### Work task
In the data below, the answer is the run of lines from the line containing "Task: Click on the phone-notch" through the line containing "The height and width of the screenshot is (560, 747).", both included; print it exactly and nothing else.

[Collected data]
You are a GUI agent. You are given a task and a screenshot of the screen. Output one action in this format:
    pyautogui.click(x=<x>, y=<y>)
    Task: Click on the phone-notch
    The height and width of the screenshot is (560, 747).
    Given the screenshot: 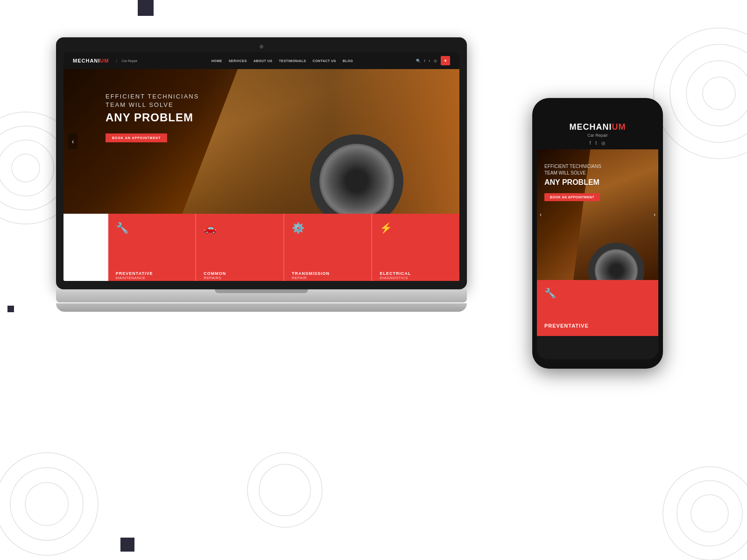 What is the action you would take?
    pyautogui.click(x=598, y=110)
    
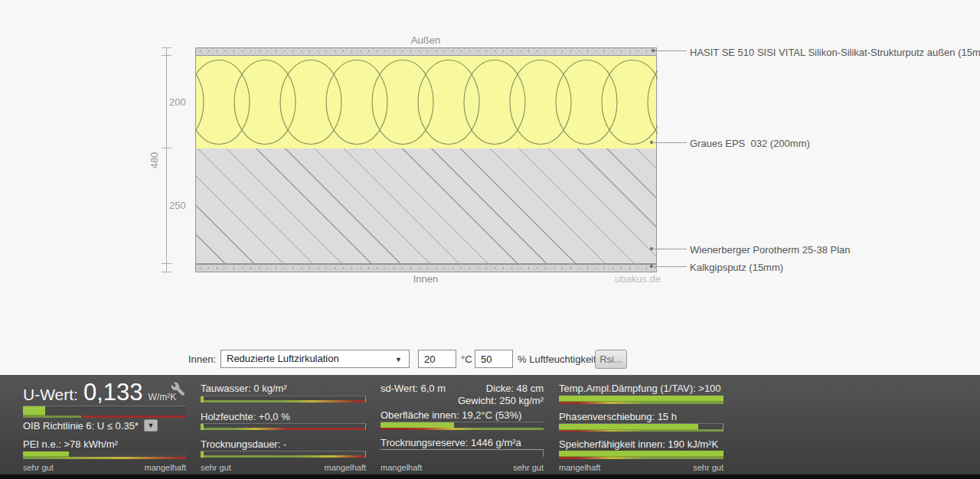  I want to click on tauwasser-label: Tauwasser: 0 kg/m², so click(243, 389).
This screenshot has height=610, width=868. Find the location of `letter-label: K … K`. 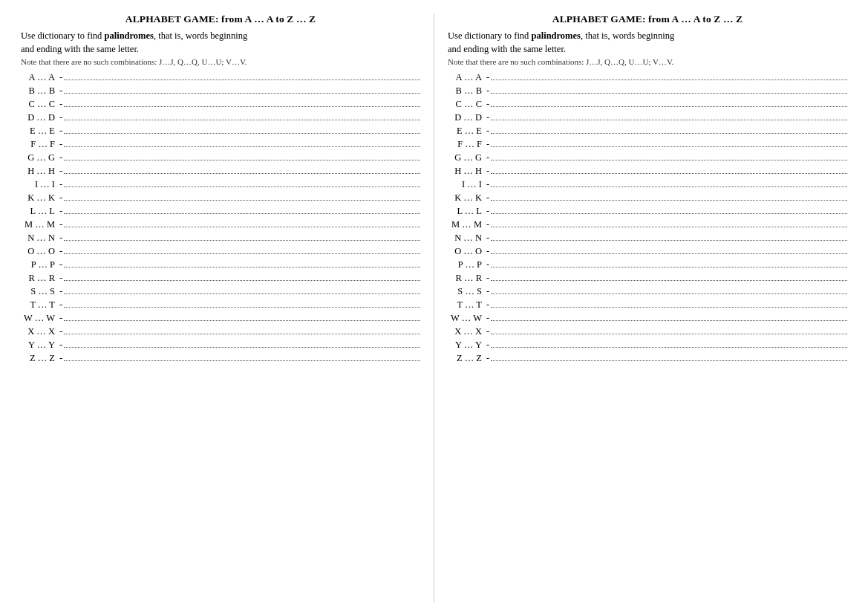

letter-label: K … K is located at coordinates (467, 198).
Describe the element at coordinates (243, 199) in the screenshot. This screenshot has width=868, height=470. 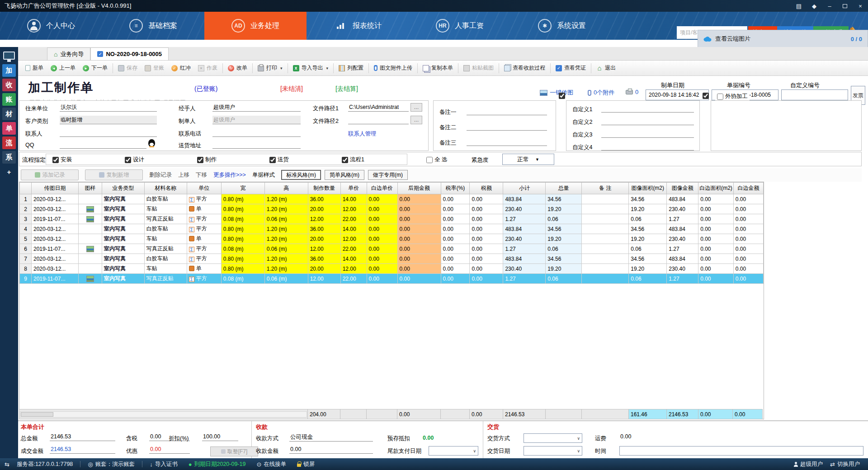
I see `cell-w: 0.80 (m)` at that location.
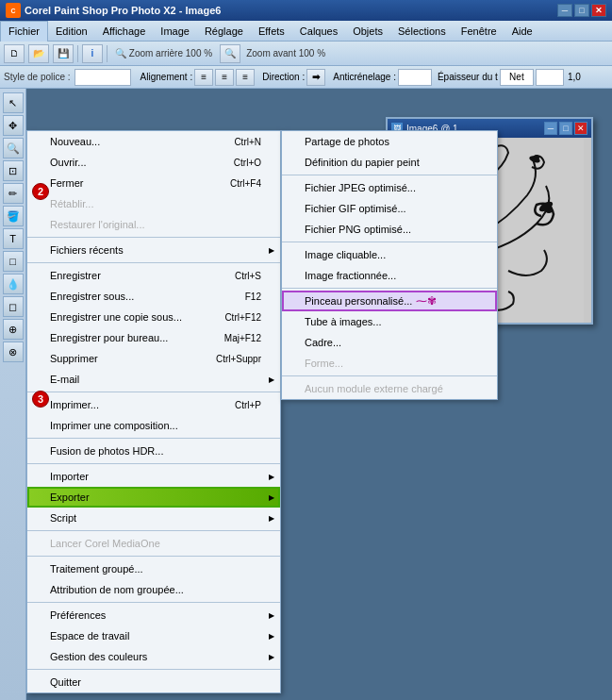 The height and width of the screenshot is (700, 612). Describe the element at coordinates (124, 31) in the screenshot. I see `menu-affichage: Affichage` at that location.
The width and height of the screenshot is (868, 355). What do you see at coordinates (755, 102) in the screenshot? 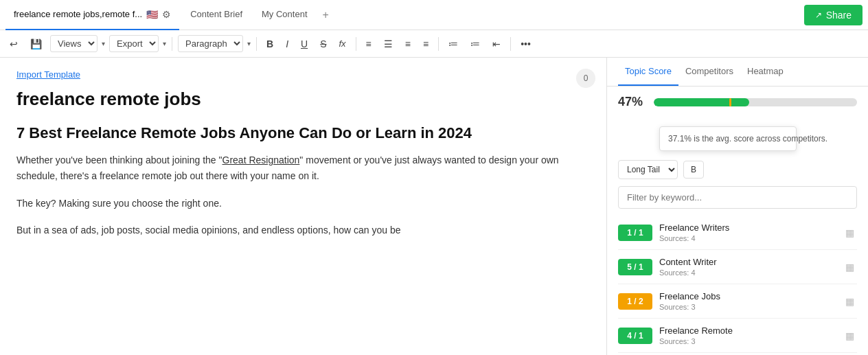
I see `score-bar` at bounding box center [755, 102].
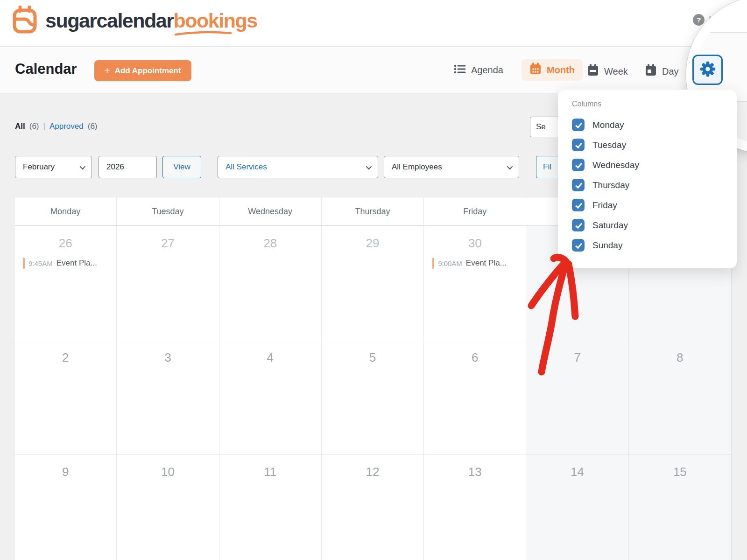 This screenshot has width=747, height=560. What do you see at coordinates (655, 225) in the screenshot?
I see `columns-menu-item: Saturday` at bounding box center [655, 225].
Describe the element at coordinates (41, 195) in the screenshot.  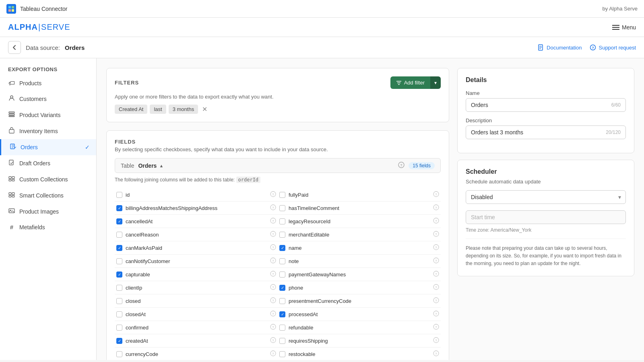
I see `sidebar-item-label: Smart Collections` at that location.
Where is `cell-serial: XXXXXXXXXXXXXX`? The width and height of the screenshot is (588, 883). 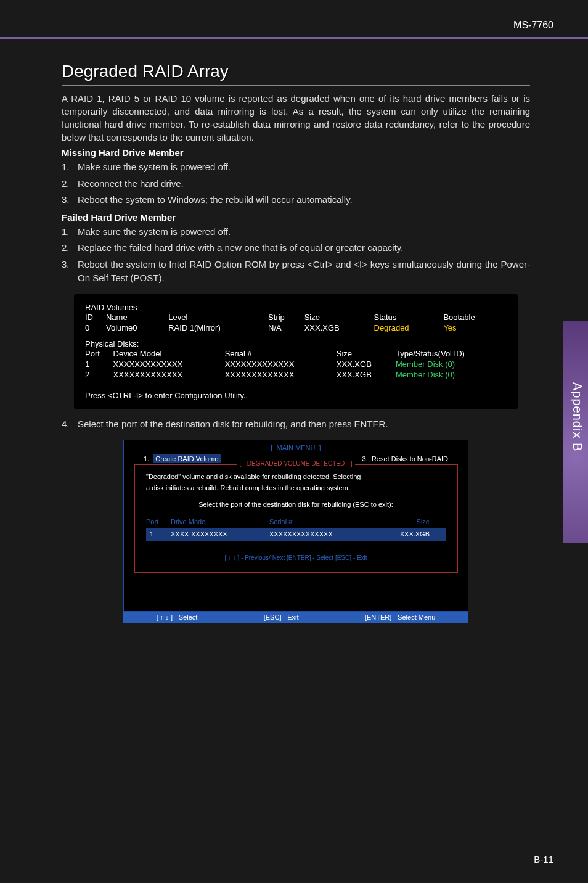 cell-serial: XXXXXXXXXXXXXX is located at coordinates (325, 535).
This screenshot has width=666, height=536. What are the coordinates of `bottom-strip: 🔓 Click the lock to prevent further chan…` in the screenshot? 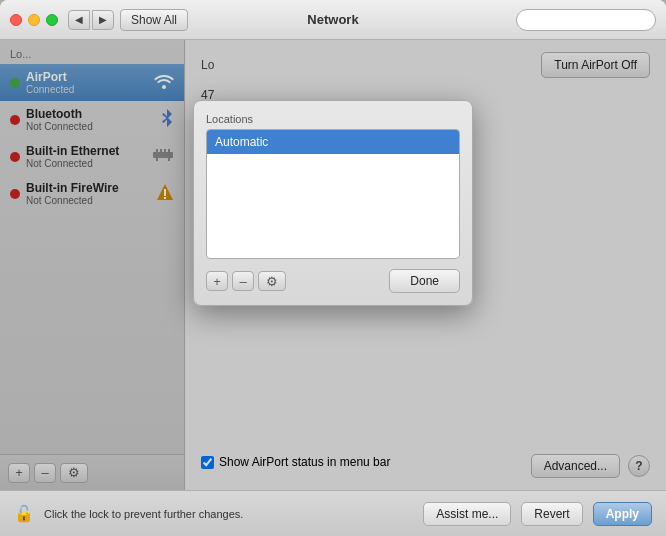 It's located at (333, 513).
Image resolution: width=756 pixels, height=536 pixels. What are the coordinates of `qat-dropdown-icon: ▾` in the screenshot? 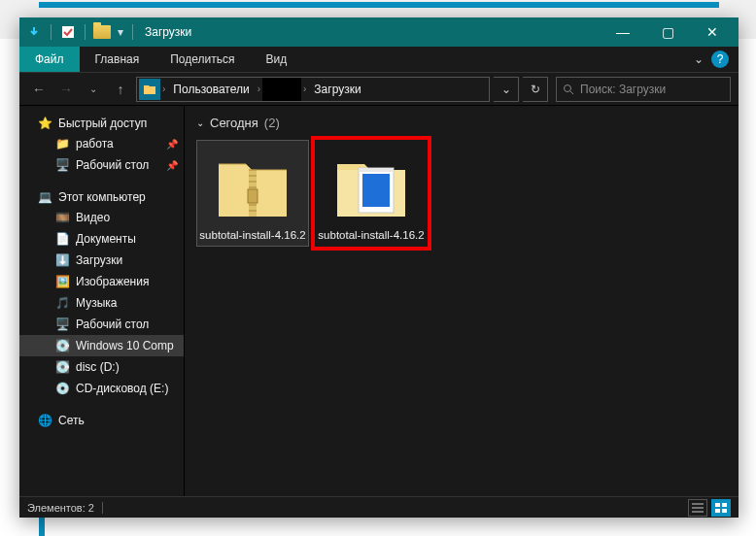 It's located at (120, 32).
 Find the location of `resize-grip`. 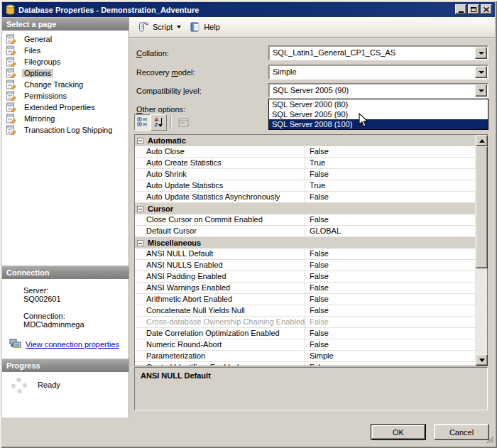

### Response for this exercise
    Task: Click on the phone-notch
    The height and width of the screenshot is (560, 747).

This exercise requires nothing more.